Hold the bread, please
posted in Career Advancement, WAHMs, Work-Life Balance, Working Moms |I’ve always known it, but this article solidified it.  I’m not cut out to be the breadwinner of our family.  It’s not that I don’t have the ambition or the drive to be good at my job. I do. It’s not that I want to opt-out or off-ramp or whatever silly buzzwords exist to define working motherhood. I don’t.
It’s that I get edgy and nervous when I’m under pressure.  I’m worse than that Miss Teen USA contestant. I don’t like being in charge all the time. I know I keep saying this, but I can’t keep up with everything mounting up around me. I can’t “do it all.” I don’t know how to take two business trips in a row without getting a pit in my stomach. I have a hard time being cheery and bright-eyed for my son in the wake of stress at work.  I forget how to be a good and understanding wife after a long day. When the stress of the job builds, I just become more exhausted, overwhelmed and cranky. I’m not saying those mommy-breadwinners don’t feel this way. But while they’re probably solving the world’s energy crisis, my typical big worry of the week is what class to sign my son up for on my day off.Â
Exacerbating my stress about this topic is that I feel I’m a part of a momosphere that is decidedly feminist and that I’m not living up to my end of the bargain.  While I’m pro-choice, pro-civil liberties (not of the Bush kind), pro-everything-you-want-to-do-how-you-want-to-do-it, at the core, I still like it that my husband is the one who worries about the big things. I admire those women who rise to the top, do it all and more.  I can relate to a lot of what they say, but a lot of it is different for me. I have a job that’s on my terms, one where my husband was more concerned with how happy I’d be than how much money I’d make. And I make some sacrifices as a result.  But they are sacrifices I can afford to make.  I live a life where I’m somewhat oblivious to reality. I come by it honestly. I grew up very pretty sheltered due to the fact that my father had it rough and wanted to protect my brother and I from his worries.  It’s not a good thing, but sometimes it’s all I know. And while my husband is trying to break the mold, he also helps to perpetuate it by being the breadwinner and not asking me for more than to be happy and be the primary caretaker of our son. I’m sure this all sounds incredibly old-fashioned, and well, it is, but I like it this way.
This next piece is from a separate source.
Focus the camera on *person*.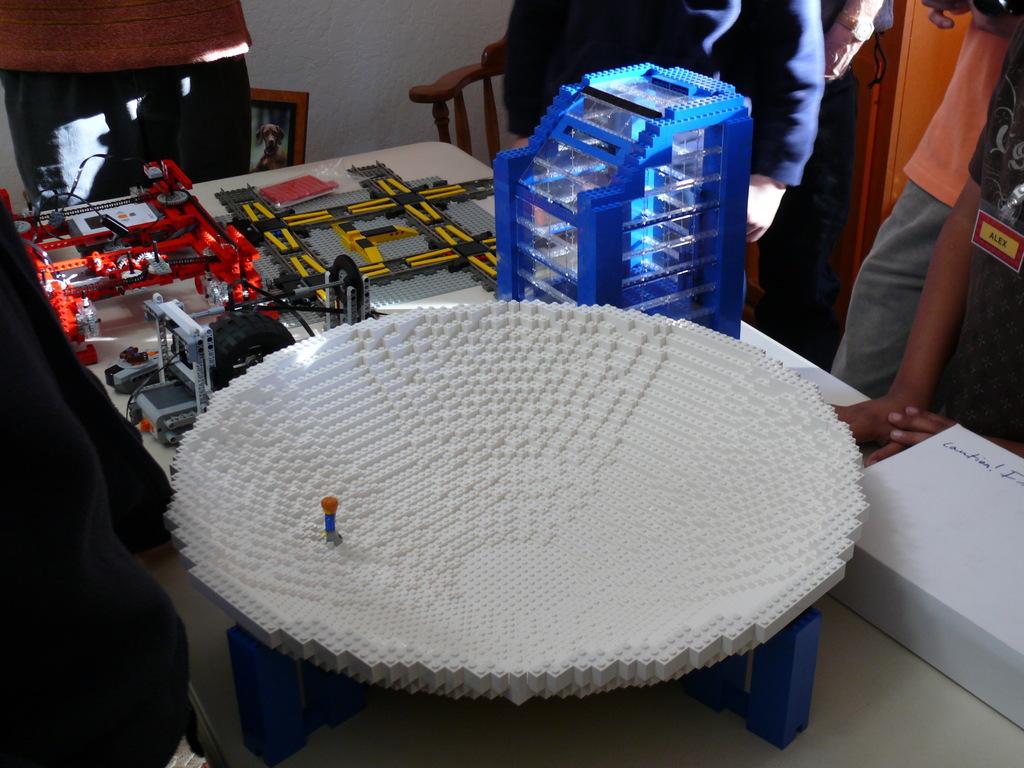
Focus region: 828 0 1023 470.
But there’s a part of me that knows I should try to be an agent of change; that I should try to make more of a difference. To be the best. To help others more. To earn more money. But I can’t do it right now. I don’t have it in me yet. I’m just happy to be me. Little ol’ non-breadwinner, part-time working mom, possibly not-feminist, rookie-blogger me. And that’ll have to do for now.